TASK TO CARRY OUT
Will you transcribe all the entries word for word, skipping the pictures they hold?
-- -- --
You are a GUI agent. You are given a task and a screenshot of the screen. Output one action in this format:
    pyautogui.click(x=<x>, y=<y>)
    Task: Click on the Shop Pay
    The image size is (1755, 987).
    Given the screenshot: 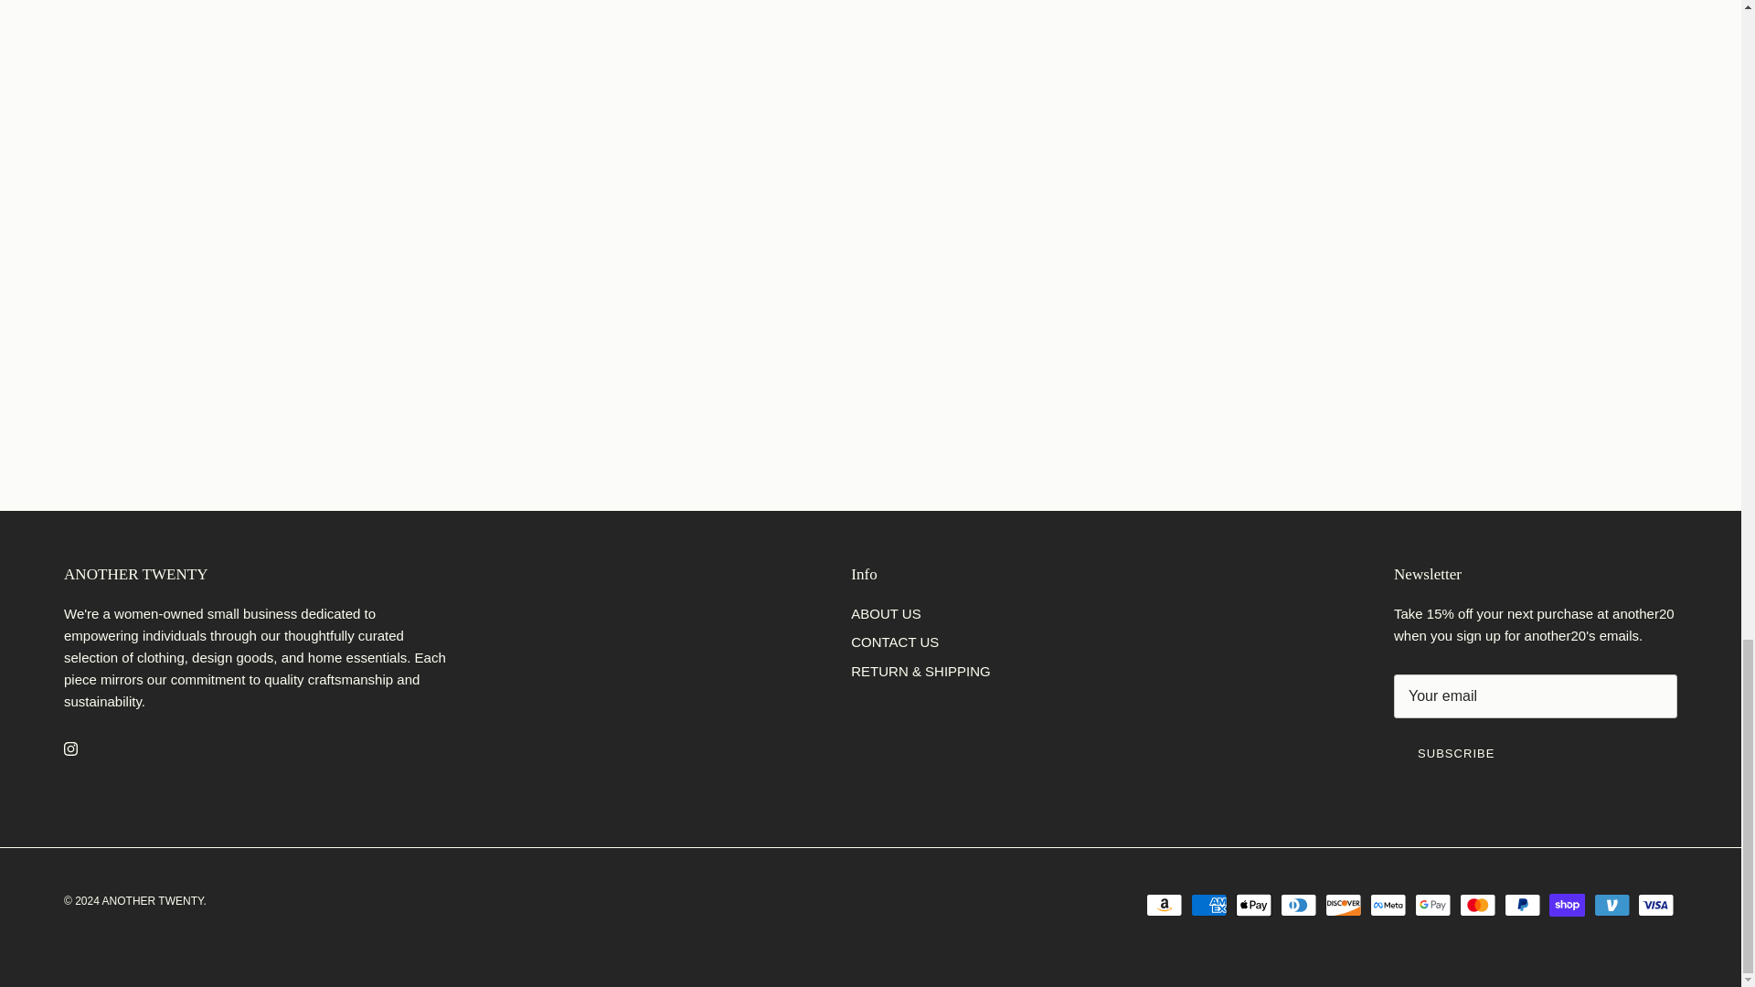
-- -- --
SOLUTION TO THIS PROBLEM
You are a GUI agent. You are given a task and a screenshot of the screen. Output one action in this format:
    pyautogui.click(x=<x>, y=<y>)
    Task: Click on the Shop Pay
    The image size is (1755, 987).
    Given the screenshot: 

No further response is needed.